Open books. (image: Patrick Tomasso/unsplash)

The Turkish word is a non-gendered pronoun that translates as either “he” or “she.” Yet for a long time, if you plugged the sentence O bir doktor into Google Translate, it would come back as, “He is a doctor.” Switch doktor to hemşire—nurse—and the translation would read, “She is a nurse.”

That was a bias in the Google Translate algorithm, and it stemmed from perceptions embedded in language and human minds. While this particular Google problem has been fixed, many others remain.

“Human beings are biased,” says SFI External Professor Mahzarin Banaji. “So if you use the output from human minds to train an artificial system, it will by necessity learn the biases inherent in the human data.” 

It’s an issue up for discussion at a two-day SFI working group meeting titled, “Language as a window into mind and society.” Banaji, a Harvard psychologist, organized the meeting as an opportunity for computer scientists, psychologists, and linguists to learn from each other’s work.

The purpose of language is communication — but it’s also much more. “We can elevate our mental states by the poems and novels we read,” Banaji says. “We can also do terrible things with language. We can hurt people, we can lie and deceive.” 

Thanks to databases as wide-ranging as the Internet, researchers can now quantify such biases and harms by analyzing billions of words and sentences to determine how society associates certain groups of people based on race, ethnicity, gender, and other characteristics. For example, men are widely associated with engineering, technology, power, religion, sports, war, and violence, whereas women are associated with sex, lifestyle, appearance, toxic language, and profanities. 

“This poses a very challenging socio-technical problem,” says University of Washington computer scientist Aylin Caliskan, who will present her research on gender bias in word embeddings at the SFI meeting. 

Machines use algorithms embedded with implicit bias to make crucial decisions that affect people’s lives — everything from job candidacy and university entrance to recidivism prediction. 

Caliskan gives an example of a woman applying for a tech job. If her resume contains words that reflect gender — a reference to a women’s college or sports team, perhaps — machines may perceive her as a less-than-ideal fit for the job, which historically is associated with men. 

“These are not very optimistic research findings,” Caliskan says, although awareness of the problem is increasing. 

As Banaji says, there is an aspiration that one day we will design machines that make better decisions than humans do. After all, language is a reflection of humanity’s wondrous potential. 

“Some of the gifts that evolution has given our species, such as language, are so basic and so familiar to us that we just fail to be gobsmacked by it as we should be,” she says. “We should be just astounded by the capacity, and its role in improving judgment and decisions.”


WORK REQUEST:
Look through the listing below and report the lines that have the word "concentration" in them.

RECORDS PROVIDED:
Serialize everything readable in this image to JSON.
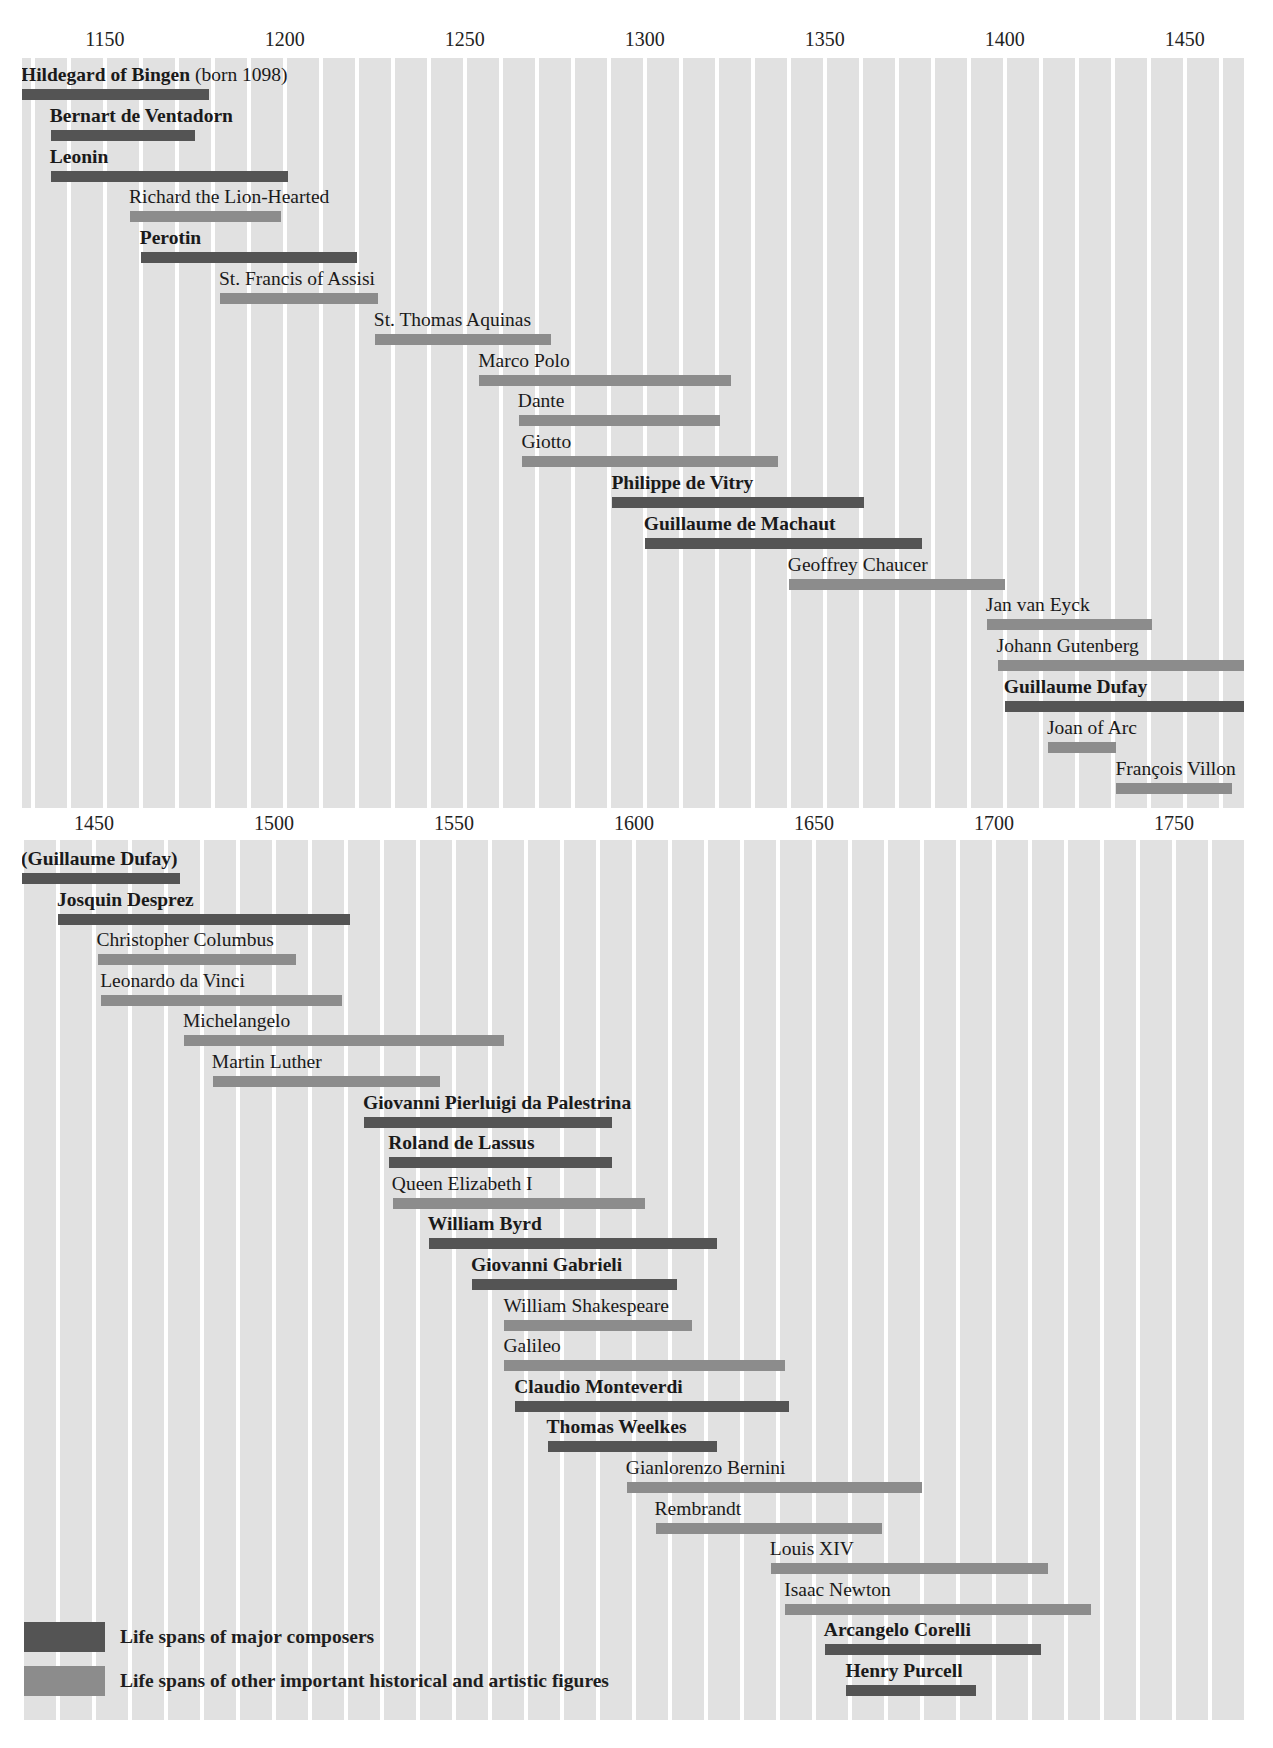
{
  "chart_data": [
    {
      "type": "timeline",
      "title": "",
      "xlabel": "Year",
      "xlim": [
        1127,
        1467
      ],
      "ticks": [
        "1150",
        "1200",
        "1250",
        "1300",
        "1350",
        "1400",
        "1450"
      ],
      "tick_values": [
        1150,
        1200,
        1250,
        1300,
        1350,
        1400,
        1450
      ],
      "grid": "vertical bands every 10 years",
      "rows": [
        {
          "name": "Hildegard of Bingen",
          "suffix": " (born 1098)",
          "start": 1098,
          "end": 1179,
          "kind": "composer"
        },
        {
          "name": "Bernart de Ventadorn",
          "suffix": "",
          "start": 1135,
          "end": 1175,
          "kind": "composer"
        },
        {
          "name": "Leonin",
          "suffix": "",
          "start": 1135,
          "end": 1201,
          "kind": "composer"
        },
        {
          "name": "Richard the Lion-Hearted",
          "suffix": "",
          "start": 1157,
          "end": 1199,
          "kind": "other"
        },
        {
          "name": "Perotin",
          "suffix": "",
          "start": 1160,
          "end": 1220,
          "kind": "composer"
        },
        {
          "name": "St. Francis of Assisi",
          "suffix": "",
          "start": 1182,
          "end": 1226,
          "kind": "other"
        },
        {
          "name": "St. Thomas Aquinas",
          "suffix": "",
          "start": 1225,
          "end": 1274,
          "kind": "other"
        },
        {
          "name": "Marco Polo",
          "suffix": "",
          "start": 1254,
          "end": 1324,
          "kind": "other"
        },
        {
          "name": "Dante",
          "suffix": "",
          "start": 1265,
          "end": 1321,
          "kind": "other"
        },
        {
          "name": "Giotto",
          "suffix": "",
          "start": 1266,
          "end": 1337,
          "kind": "other"
        },
        {
          "name": "Philippe de Vitry",
          "suffix": "",
          "start": 1291,
          "end": 1361,
          "kind": "composer"
        },
        {
          "name": "Guillaume de Machaut",
          "suffix": "",
          "start": 1300,
          "end": 1377,
          "kind": "composer"
        },
        {
          "name": "Geoffrey Chaucer",
          "suffix": "",
          "start": 1340,
          "end": 1400,
          "kind": "other"
        },
        {
          "name": "Jan van Eyck",
          "suffix": "",
          "start": 1395,
          "end": 1441,
          "kind": "other"
        },
        {
          "name": "Johann Gutenberg",
          "suffix": "",
          "start": 1398,
          "end": 1468,
          "kind": "other"
        },
        {
          "name": "Guillaume Dufay",
          "suffix": "",
          "start": 1400,
          "end": 1474,
          "kind": "composer"
        },
        {
          "name": "Joan of Arc",
          "suffix": "",
          "start": 1412,
          "end": 1431,
          "kind": "other"
        },
        {
          "name": "François Villon",
          "suffix": "",
          "start": 1431,
          "end": 1463,
          "kind": "other"
        }
      ]
    },
    {
      "type": "timeline",
      "title": "",
      "xlabel": "Year",
      "xlim": [
        1430,
        1770
      ],
      "ticks": [
        "1450",
        "1500",
        "1550",
        "1600",
        "1650",
        "1700",
        "1750"
      ],
      "tick_values": [
        1450,
        1500,
        1550,
        1600,
        1650,
        1700,
        1750
      ],
      "grid": "vertical bands every 10 years",
      "rows": [
        {
          "name": "(Guillaume Dufay)",
          "suffix": "",
          "start": 1400,
          "end": 1474,
          "kind": "composer"
        },
        {
          "name": "Josquin Desprez",
          "suffix": "",
          "start": 1440,
          "end": 1521,
          "kind": "composer"
        },
        {
          "name": "Christopher Columbus",
          "suffix": "",
          "start": 1451,
          "end": 1506,
          "kind": "other"
        },
        {
          "name": "Leonardo da Vinci",
          "suffix": "",
          "start": 1452,
          "end": 1519,
          "kind": "other"
        },
        {
          "name": "Michelangelo",
          "suffix": "",
          "start": 1475,
          "end": 1564,
          "kind": "other"
        },
        {
          "name": "Martin Luther",
          "suffix": "",
          "start": 1483,
          "end": 1546,
          "kind": "other"
        },
        {
          "name": "Giovanni Pierluigi da Palestrina",
          "suffix": "",
          "start": 1525,
          "end": 1594,
          "kind": "composer"
        },
        {
          "name": "Roland de Lassus",
          "suffix": "",
          "start": 1532,
          "end": 1594,
          "kind": "composer"
        },
        {
          "name": "Queen Elizabeth I",
          "suffix": "",
          "start": 1533,
          "end": 1603,
          "kind": "other"
        },
        {
          "name": "William Byrd",
          "suffix": "",
          "start": 1543,
          "end": 1623,
          "kind": "composer"
        },
        {
          "name": "Giovanni Gabrieli",
          "suffix": "",
          "start": 1555,
          "end": 1612,
          "kind": "composer"
        },
        {
          "name": "William Shakespeare",
          "suffix": "",
          "start": 1564,
          "end": 1616,
          "kind": "other"
        },
        {
          "name": "Galileo",
          "suffix": "",
          "start": 1564,
          "end": 1642,
          "kind": "other"
        },
        {
          "name": "Claudio Monteverdi",
          "suffix": "",
          "start": 1567,
          "end": 1643,
          "kind": "composer"
        },
        {
          "name": "Thomas Weelkes",
          "suffix": "",
          "start": 1576,
          "end": 1623,
          "kind": "composer"
        },
        {
          "name": "Gianlorenzo Bernini",
          "suffix": "",
          "start": 1598,
          "end": 1680,
          "kind": "other"
        },
        {
          "name": "Rembrandt",
          "suffix": "",
          "start": 1606,
          "end": 1669,
          "kind": "other"
        },
        {
          "name": "Louis XIV",
          "suffix": "",
          "start": 1638,
          "end": 1715,
          "kind": "other"
        },
        {
          "name": "Isaac Newton",
          "suffix": "",
          "start": 1642,
          "end": 1727,
          "kind": "other"
        },
        {
          "name": "Arcangelo Corelli",
          "suffix": "",
          "start": 1653,
          "end": 1713,
          "kind": "composer"
        },
        {
          "name": "Henry Purcell",
          "suffix": "",
          "start": 1659,
          "end": 1695,
          "kind": "composer"
        }
      ]
    }
  ],
  "legend": {
    "composer_label": "Life spans of major composers",
    "other_label": "Life spans of other important historical and artistic figures"
  },
  "colors": {
    "composer": "#545454",
    "other": "#8c8c8c",
    "band": "#e1e1e1",
    "background": "#ffffff"
  }
}
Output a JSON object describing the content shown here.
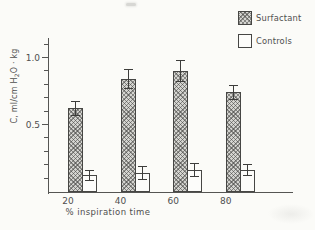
{
  "palette": {
    "background": "#fbfbf8",
    "ink": "#4a4a4a",
    "bar_outline": "#464644",
    "hatch_fill": "#d4d4d0",
    "open_fill": "#fcfcfa"
  },
  "chart_data": {
    "type": "bar",
    "title": "",
    "xlabel": "% inspiration time",
    "ylabel": "C, ml/cm H2O · kg",
    "ylabel_parts": {
      "pre": "C, ml/cm H",
      "sub": "2",
      "post": "O · kg"
    },
    "categories": [
      "20",
      "40",
      "60",
      "80"
    ],
    "series": [
      {
        "name": "Surfactant",
        "style": "hatched",
        "values": [
          0.62,
          0.84,
          0.9,
          0.74
        ],
        "errors": [
          0.05,
          0.07,
          0.08,
          0.05
        ]
      },
      {
        "name": "Controls",
        "style": "open",
        "values": [
          0.12,
          0.14,
          0.16,
          0.16
        ],
        "errors": [
          0.04,
          0.05,
          0.05,
          0.04
        ]
      }
    ],
    "ylim": [
      0,
      1.15
    ],
    "yticks_minor_step": 0.1,
    "yticks_labeled": [
      {
        "value": 0.5,
        "label": "0.5"
      },
      {
        "value": 1.0,
        "label": "1.0"
      }
    ],
    "error_bars": true,
    "grid": false,
    "legend_position": "top-right"
  }
}
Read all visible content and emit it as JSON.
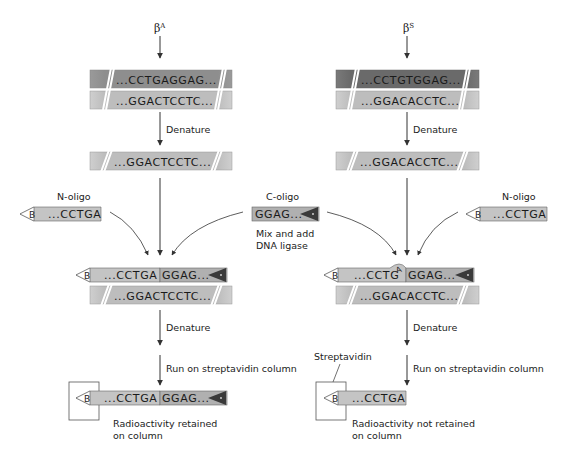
{
  "left": {
    "allele_label": "βA",
    "allele_base": "β",
    "allele_sup": "A",
    "duplex_top": "...CCTGAGGAG...",
    "duplex_bottom": "...GGACTCCTC...",
    "step_denature_1": "Denature",
    "single_strand": "...GGACTCCTC...",
    "n_oligo_label": "N-oligo",
    "n_oligo_seq": "...CCTGA",
    "ligated_n": "...CCTGA",
    "ligated_c": "GGAG...",
    "ligated_template": "...GGACTCCTC...",
    "step_denature_2": "Denature",
    "step_column": "Run on streptavidin column",
    "result_n": "...CCTGA",
    "result_c": "GGAG...",
    "result_text_1": "Radioactivity retained",
    "result_text_2": "on column"
  },
  "right": {
    "allele_label": "βS",
    "allele_base": "β",
    "allele_sup": "S",
    "duplex_top": "...CCTGTGGAG...",
    "duplex_bottom": "...GGACACCTC...",
    "step_denature_1": "Denature",
    "single_strand": "...GGACACCTC...",
    "n_oligo_label": "N-oligo",
    "n_oligo_seq": "...CCTGA",
    "ligated_n": "...CCTG",
    "mismatch_base": "A",
    "ligated_c": "GGAG...",
    "ligated_template": "...GGACACCTC...",
    "step_denature_2": "Denature",
    "step_column": "Run on streptavidin column",
    "streptavidin_label": "Streptavidin",
    "result_n": "...CCTGA",
    "result_text_1": "Radioactivity not retained",
    "result_text_2": "on column"
  },
  "center": {
    "c_oligo_label": "C-oligo",
    "c_oligo_seq": "GGAG...",
    "mix_text_1": "Mix and add",
    "mix_text_2": "DNA ligase"
  },
  "glyphs": {
    "biotin": "B"
  },
  "colors": {
    "light_strand": "#bdbdbd",
    "dark_strand": "#8a8a8a",
    "darker_strand": "#6e6e6e",
    "label_triangle": "#3a3a3a",
    "line": "#333333"
  }
}
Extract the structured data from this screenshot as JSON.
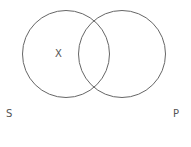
{
  "diagram": {
    "type": "venn",
    "circles": [
      {
        "name": "left",
        "cx": 66,
        "cy": 54,
        "r": 44
      },
      {
        "name": "right",
        "cx": 122,
        "cy": 54,
        "r": 44
      }
    ],
    "stroke_color": "#666666",
    "marker": "X",
    "labels": {
      "left": "S",
      "right": "P"
    }
  }
}
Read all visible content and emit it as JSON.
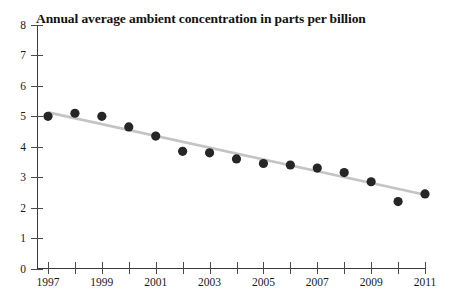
{
  "chart_data": {
    "type": "scatter",
    "title": "Annual average ambient concentration in parts per billion",
    "xlabel": "",
    "ylabel": "",
    "xlim": [
      1997,
      2011
    ],
    "ylim": [
      0,
      8
    ],
    "grid": false,
    "legend": null,
    "x": [
      1997,
      1998,
      1999,
      2000,
      2001,
      2002,
      2003,
      2004,
      2005,
      2006,
      2007,
      2008,
      2009,
      2010,
      2011
    ],
    "values": [
      5.0,
      5.1,
      5.0,
      4.65,
      4.35,
      3.85,
      3.8,
      3.6,
      3.45,
      3.4,
      3.3,
      3.15,
      2.85,
      2.2,
      2.45
    ],
    "series": [
      {
        "name": "Annual average ambient concentration",
        "type": "scatter",
        "marker_color": "#262626",
        "values": [
          5.0,
          5.1,
          5.0,
          4.65,
          4.35,
          3.85,
          3.8,
          3.6,
          3.45,
          3.4,
          3.3,
          3.15,
          2.85,
          2.2,
          2.45
        ]
      },
      {
        "name": "Linear trend",
        "type": "line",
        "line_color": "#c4c4c4",
        "endpoints": [
          {
            "x": 1997,
            "y": 5.13
          },
          {
            "x": 2011,
            "y": 2.42
          }
        ]
      }
    ],
    "y_ticks": [
      "0",
      "1",
      "2",
      "3",
      "4",
      "5",
      "6",
      "7",
      "8"
    ],
    "y_tick_values": [
      0,
      1,
      2,
      3,
      4,
      5,
      6,
      7,
      8
    ],
    "x_ticks_all": [
      1997,
      1998,
      1999,
      2000,
      2001,
      2002,
      2003,
      2004,
      2005,
      2006,
      2007,
      2008,
      2009,
      2010,
      2011
    ],
    "x_tick_labels": [
      {
        "value": 1997,
        "label": "1997"
      },
      {
        "value": 1999,
        "label": "1999"
      },
      {
        "value": 2001,
        "label": "2001"
      },
      {
        "value": 2003,
        "label": "2003"
      },
      {
        "value": 2005,
        "label": "2005"
      },
      {
        "value": 2007,
        "label": "2007"
      },
      {
        "value": 2009,
        "label": "2009"
      },
      {
        "value": 2011,
        "label": "2011"
      }
    ],
    "colors": {
      "marker": "#262626",
      "trend": "#c4c4c4",
      "axis": "#3a3a3a",
      "background": "#ffffff"
    }
  }
}
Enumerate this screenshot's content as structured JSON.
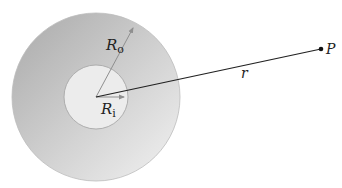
{
  "diagram": {
    "type": "concentric-shell-field-point",
    "outer_circle": {
      "cx": 96,
      "cy": 97,
      "r": 84,
      "gradient_dark": "#a9a9a9",
      "gradient_light": "#eeeeee",
      "stroke": "#bdbdbd"
    },
    "inner_circle": {
      "cx": 96,
      "cy": 97,
      "r": 32,
      "fill": "#ececec",
      "stroke": "#a8a8a8"
    },
    "labels": {
      "outer_radius": {
        "main": "R",
        "sub": "o"
      },
      "inner_radius": {
        "main": "R",
        "sub": "i"
      },
      "distance": "r",
      "point": "P"
    },
    "arrows": {
      "outer_radius": {
        "x1": 96,
        "y1": 97,
        "x2": 134,
        "y2": 26,
        "color": "#8f8f8f"
      },
      "inner_radius": {
        "x1": 96,
        "y1": 97,
        "x2": 126,
        "y2": 97,
        "color": "#8f8f8f"
      }
    },
    "distance_line": {
      "x1": 96,
      "y1": 97,
      "x2": 321,
      "y2": 49,
      "color": "#222222"
    },
    "point_P": {
      "cx": 321,
      "cy": 49,
      "r": 2.3,
      "color": "#111111"
    }
  }
}
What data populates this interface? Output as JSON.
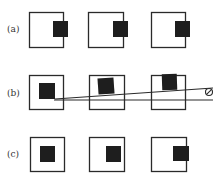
{
  "figure": {
    "rows": [
      {
        "label": "(a)",
        "label_y": 32,
        "boxes": [
          {
            "x": 29,
            "y": 12,
            "w": 34,
            "h": 35,
            "fill": {
              "x": 53,
              "y": 21,
              "w": 15,
              "h": 16,
              "rot": 0
            }
          },
          {
            "x": 88,
            "y": 12,
            "w": 35,
            "h": 35,
            "fill": {
              "x": 113,
              "y": 21,
              "w": 15,
              "h": 16,
              "rot": 0
            }
          },
          {
            "x": 151,
            "y": 12,
            "w": 34,
            "h": 35,
            "fill": {
              "x": 175,
              "y": 21,
              "w": 15,
              "h": 16,
              "rot": 0
            }
          }
        ]
      },
      {
        "label": "(b)",
        "label_y": 96,
        "boxes": [
          {
            "x": 29,
            "y": 75,
            "w": 34,
            "h": 34,
            "fill": {
              "x": 39,
              "y": 83,
              "w": 16,
              "h": 16,
              "rot": 0
            }
          },
          {
            "x": 89,
            "y": 75,
            "w": 35,
            "h": 34,
            "fill": {
              "x": 98,
              "y": 78,
              "w": 16,
              "h": 16,
              "rot": -4
            }
          },
          {
            "x": 151,
            "y": 75,
            "w": 34,
            "h": 34,
            "fill": {
              "x": 162,
              "y": 74,
              "w": 15,
              "h": 16,
              "rot": -2
            }
          }
        ]
      },
      {
        "label": "(c)",
        "label_y": 157,
        "boxes": [
          {
            "x": 30,
            "y": 137,
            "w": 34,
            "h": 34,
            "fill": {
              "x": 40,
              "y": 146,
              "w": 15,
              "h": 16,
              "rot": 0
            }
          },
          {
            "x": 89,
            "y": 137,
            "w": 35,
            "h": 34,
            "fill": {
              "x": 106,
              "y": 146,
              "w": 15,
              "h": 16,
              "rot": 0
            }
          },
          {
            "x": 151,
            "y": 137,
            "w": 35,
            "h": 34,
            "fill": {
              "x": 173,
              "y": 146,
              "w": 16,
              "h": 15,
              "rot": 0
            }
          }
        ]
      }
    ],
    "lines": [
      {
        "name": "horizontal-reference-line",
        "x1": 54,
        "y1": 100,
        "x2": 213,
        "y2": 100
      },
      {
        "name": "sloped-line",
        "x1": 55,
        "y1": 99,
        "x2": 213,
        "y2": 88
      }
    ],
    "pivot": {
      "cx": 209,
      "cy": 92,
      "r": 3.5,
      "symbol": "circle-with-slash"
    },
    "colors": {
      "stroke": "#2a2a2a",
      "fill": "#1e1e1e",
      "label": "#333333"
    }
  }
}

FINAL ANSWER:
    "title": "Annual average ambient concentration in parts per billion",
        "name": "Annual average ambient concentration",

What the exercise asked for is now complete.